Did You Feel It?
When the magnitude 4.8 earthquake rattled the N.Y. Metro area on Friday, April 5 at 10:23 am ET, Lamont-Doherty Earth Observatory seismographs and seismologists were shook! Among the events to follow was a magnitude 3.8 aftershock at approximately 6:00 pm ET.
Historically, the largest known earthquake on the Ramapo system took place in 1957 and had a magnitude of 3.8, "so this is large and significant," says Lamont geologist Folarin Kolawole, who was in class discussing faults and their breaks when the earthquake hit. Kolawole and his students decided to estimate the magnitude based on the duration and their impressions of the strength of the shaking, coming close with their estimate of magnitude 5.
Lamont geodesist James Davis, head of the seismology, geology and tectonophysics research division, says the crust of the Appalachian region is old, cold and brittle, making it good at transmitting the waves of violent shaking, which radiate outward from the central fracture in the deep bedrock. Geodesy is the science of measuring and understanding the Earth's geometric shape, orientation in space and gravity field.
Seismologists say that large earthquakes in this area are rare. A 2008 study by Lamont experts Lynn Sykes, John Armbruster, Won-Young Kim and Leonardo Seeber found that a magnitude 5 earthquake occurs in the region about once per century, a magnitude 6 plus about once every 670 years, and magnitude 7 about once every 3,400 years.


Problem to work on: Restate the listing below word for word. No picture belongs in the result.

Given information:
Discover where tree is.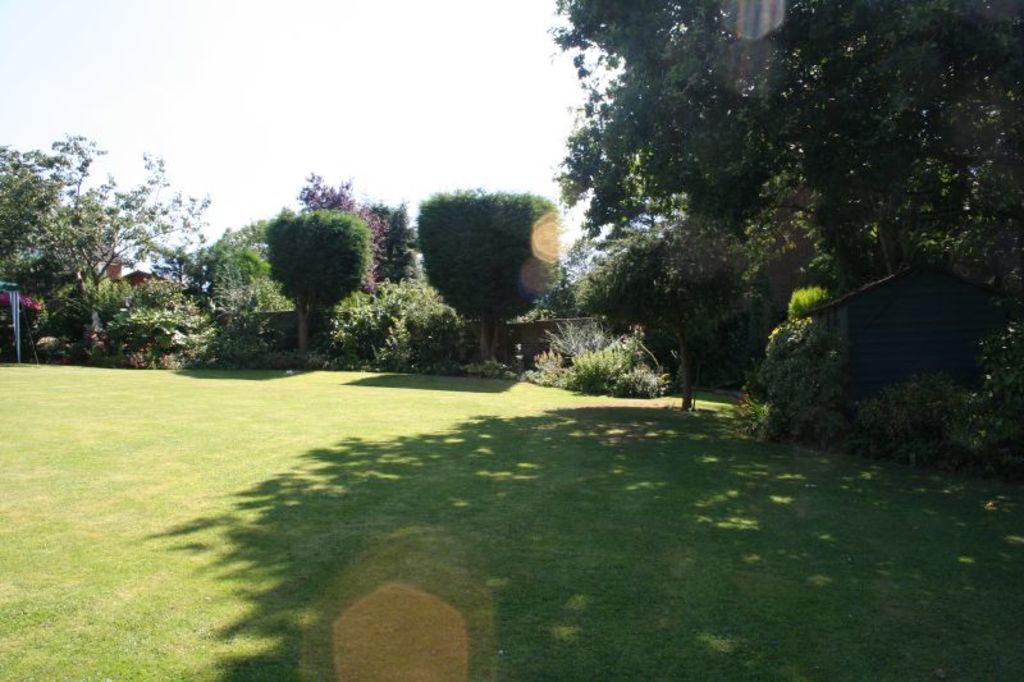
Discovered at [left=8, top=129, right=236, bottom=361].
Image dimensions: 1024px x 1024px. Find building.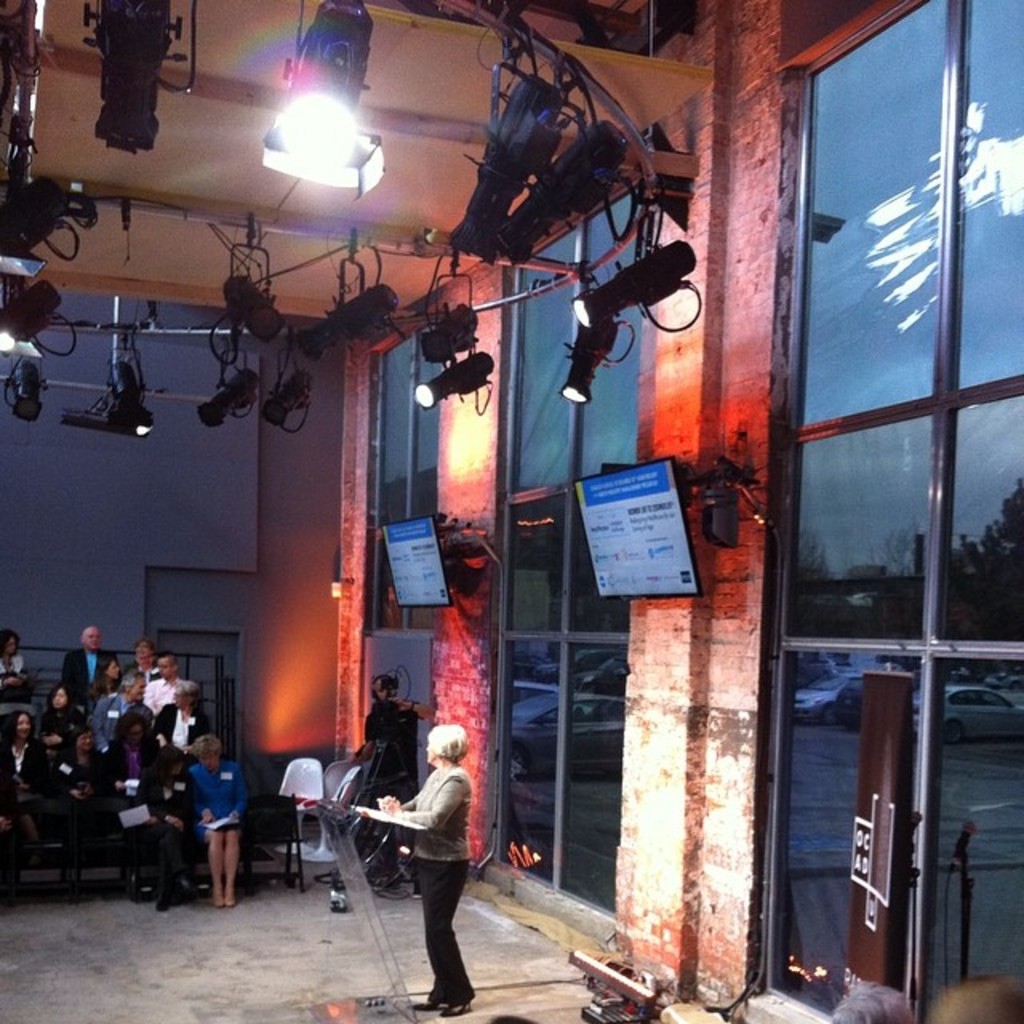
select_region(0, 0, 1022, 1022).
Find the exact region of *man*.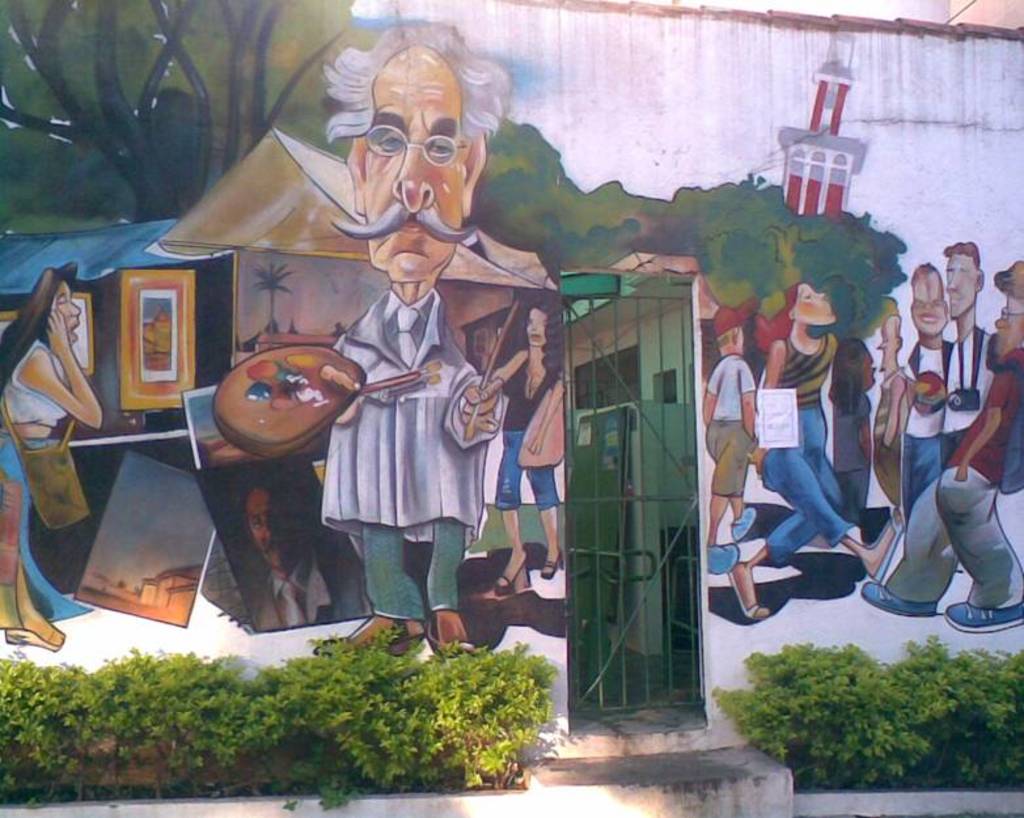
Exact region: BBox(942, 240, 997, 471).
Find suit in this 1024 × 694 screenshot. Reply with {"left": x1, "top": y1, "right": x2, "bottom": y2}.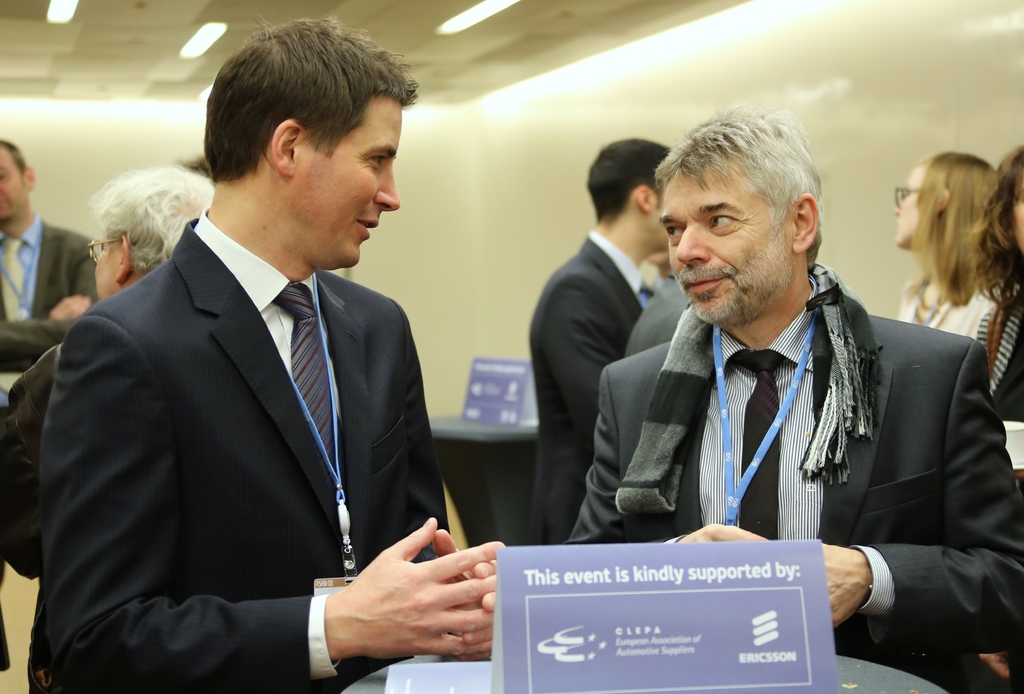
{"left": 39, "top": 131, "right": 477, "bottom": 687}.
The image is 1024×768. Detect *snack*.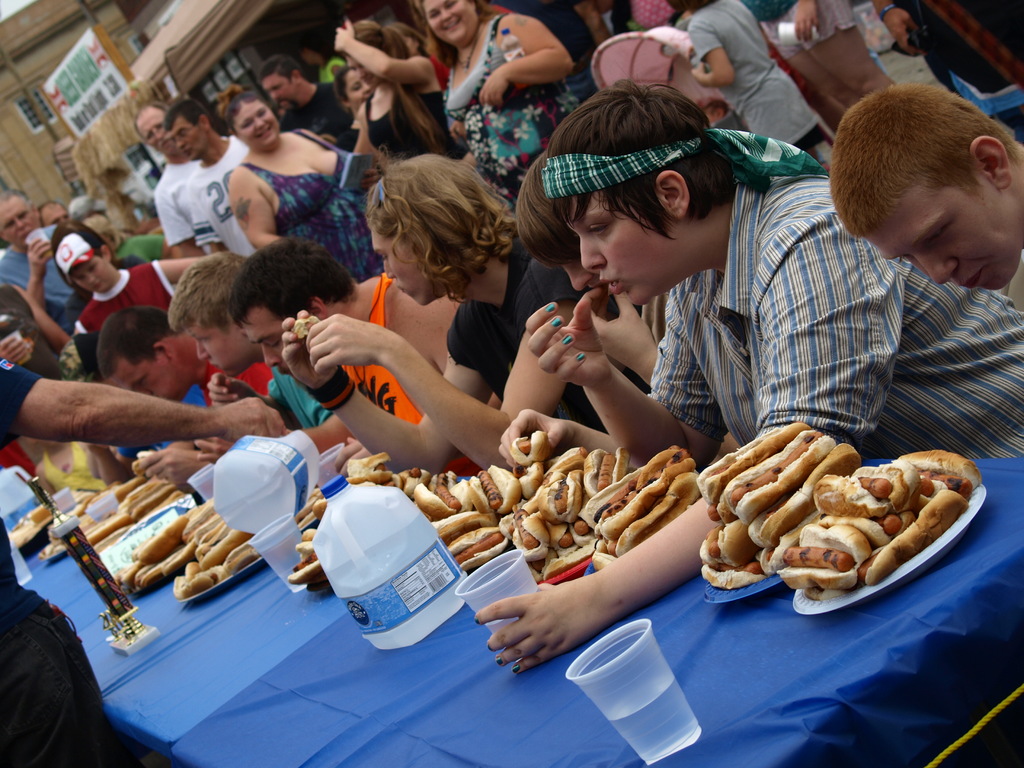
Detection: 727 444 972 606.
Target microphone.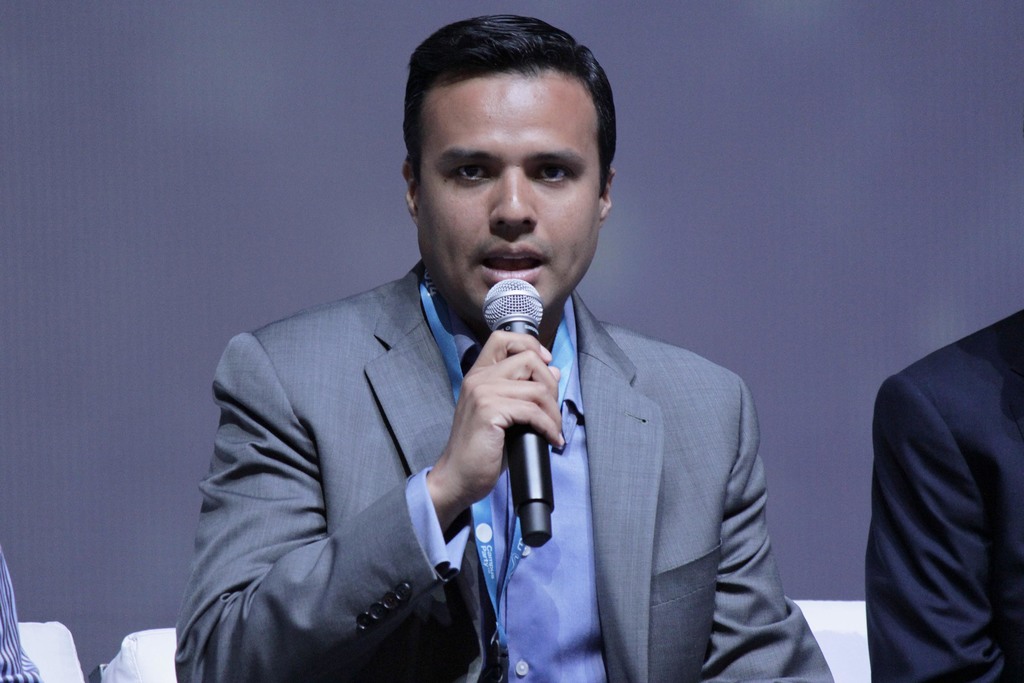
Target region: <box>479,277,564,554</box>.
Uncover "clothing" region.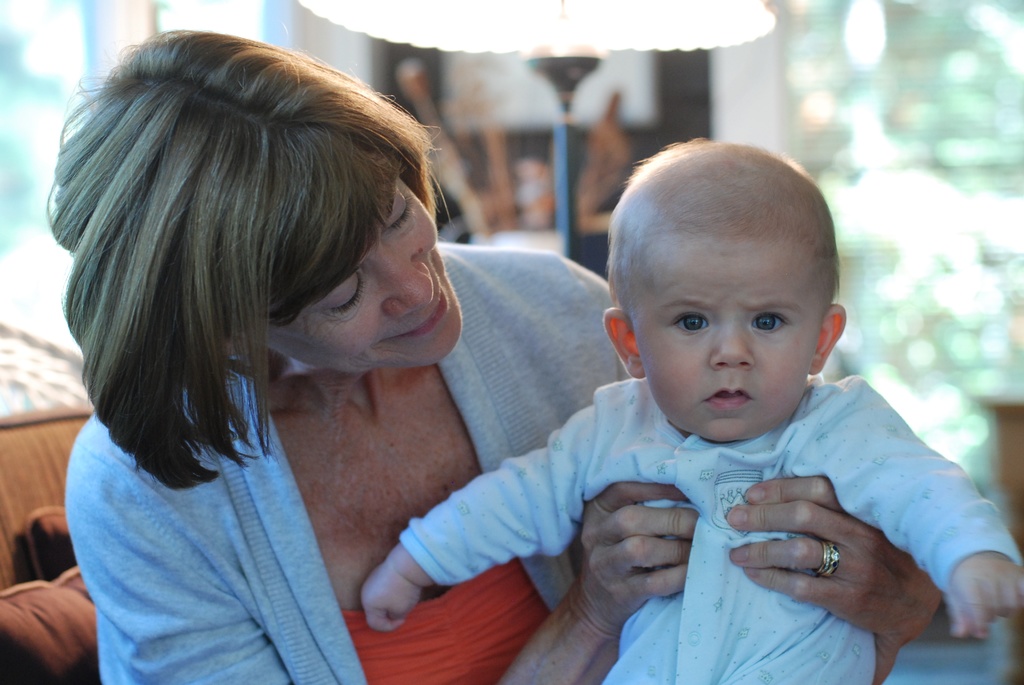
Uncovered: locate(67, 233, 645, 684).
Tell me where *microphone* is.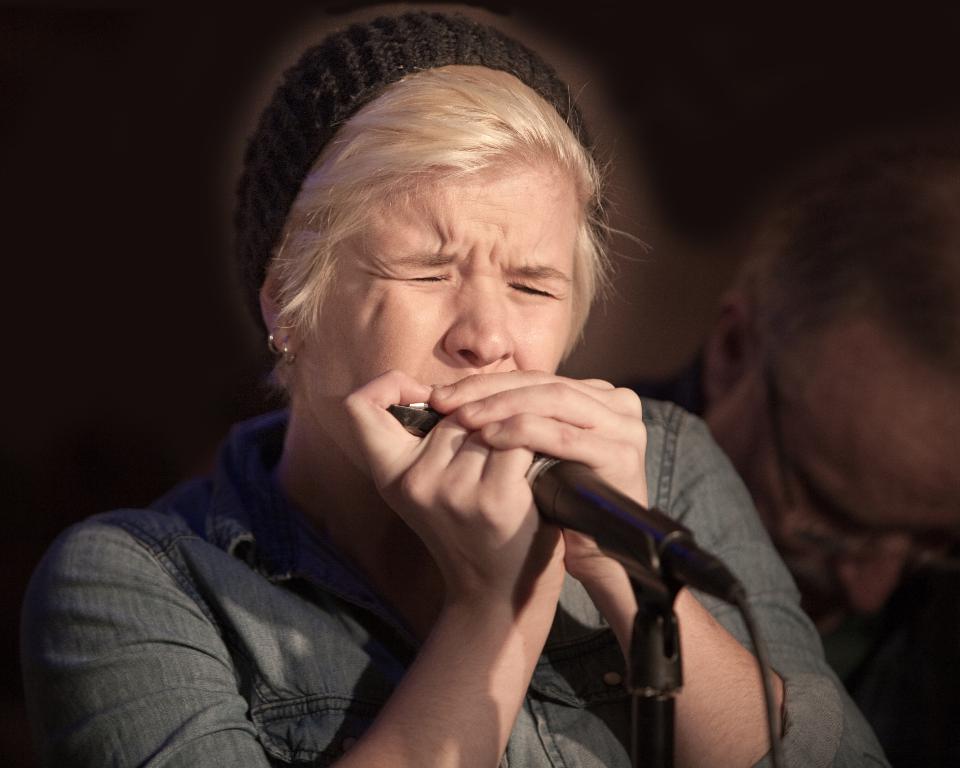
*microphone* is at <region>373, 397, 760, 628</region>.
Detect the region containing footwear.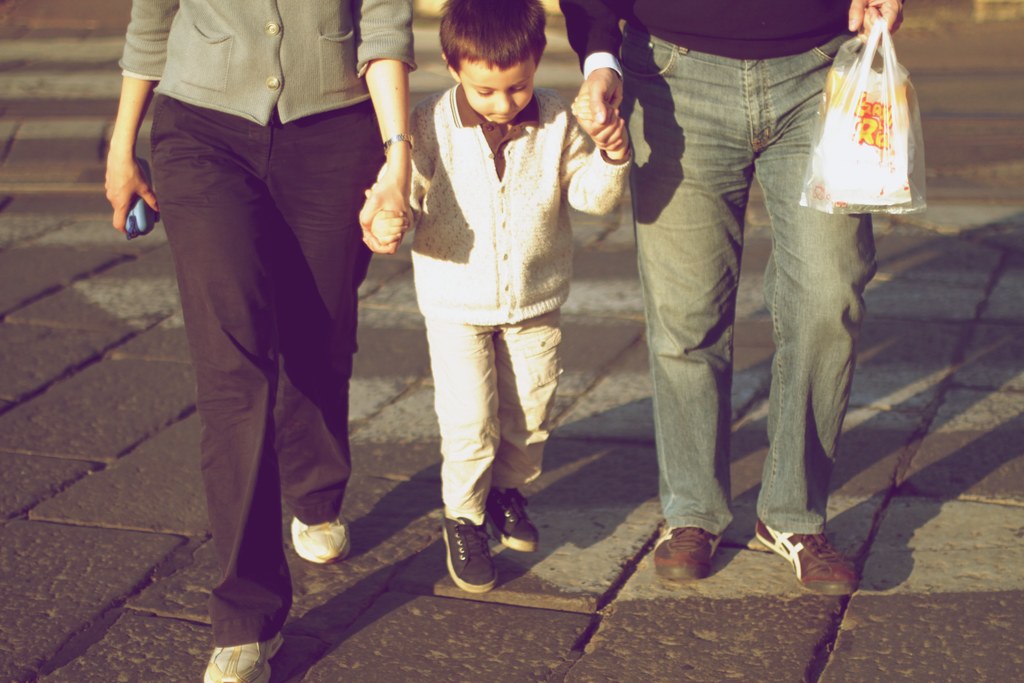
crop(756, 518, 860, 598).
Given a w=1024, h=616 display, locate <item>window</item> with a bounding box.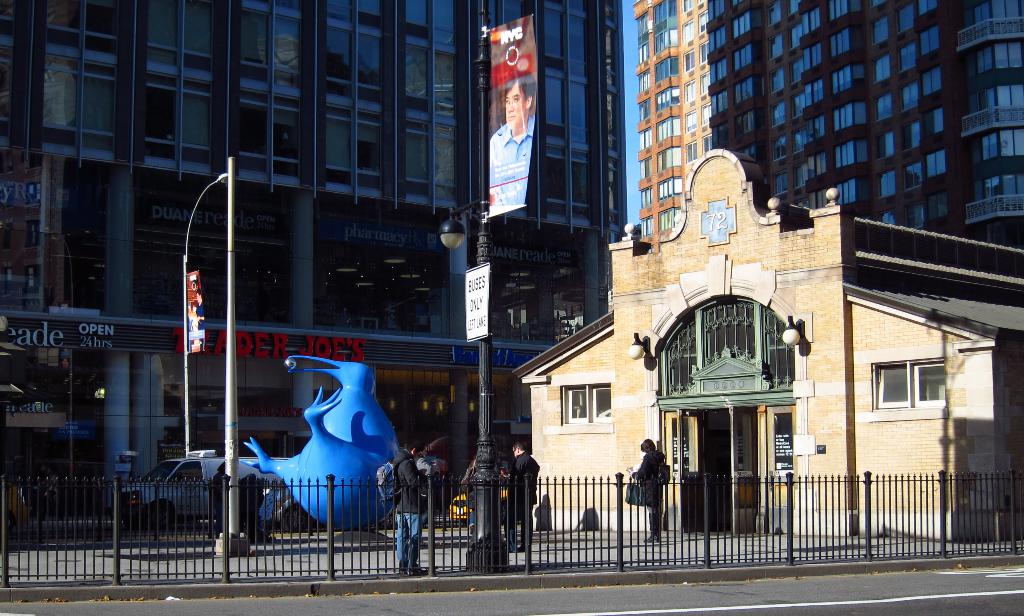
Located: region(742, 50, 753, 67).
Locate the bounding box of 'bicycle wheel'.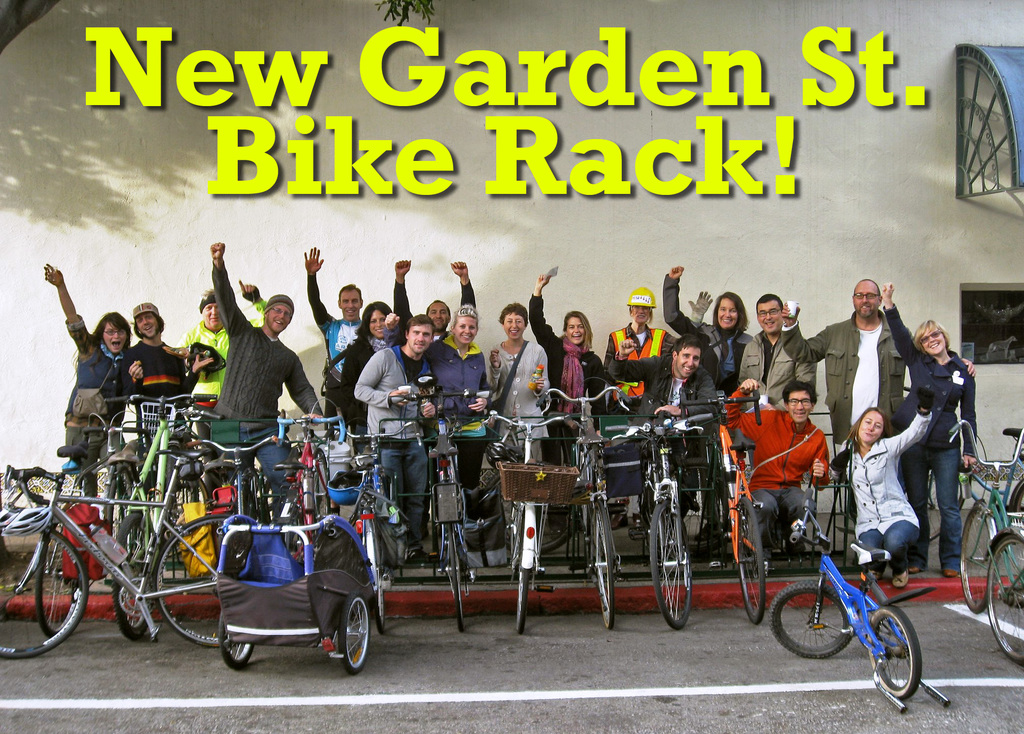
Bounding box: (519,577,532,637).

Completed exercise:
Discover where tree is.
Discovered at [left=8, top=129, right=236, bottom=361].
Image dimensions: 1024px x 1024px. Find building.
select_region(0, 0, 1022, 1022).
Find the exact region of *man*.
Exact region: BBox(942, 240, 997, 471).
Find suit in this 1024 × 694 screenshot. Reply with {"left": x1, "top": y1, "right": x2, "bottom": y2}.
{"left": 39, "top": 131, "right": 477, "bottom": 687}.
The image is 1024×768. Detect *snack*.
Detection: 727 444 972 606.
Target microphone.
Target region: <box>479,277,564,554</box>.
Uncover "clothing" region.
Uncovered: locate(67, 233, 645, 684).
Tell me where *microphone* is.
*microphone* is at <region>373, 397, 760, 628</region>.
Detect the region containing footwear.
crop(756, 518, 860, 598).
Given a w=1024, h=616 display, locate <item>window</item> with a bounding box.
Located: region(742, 50, 753, 67).
Locate the bounding box of 'bicycle wheel'.
Bounding box: (519,577,532,637).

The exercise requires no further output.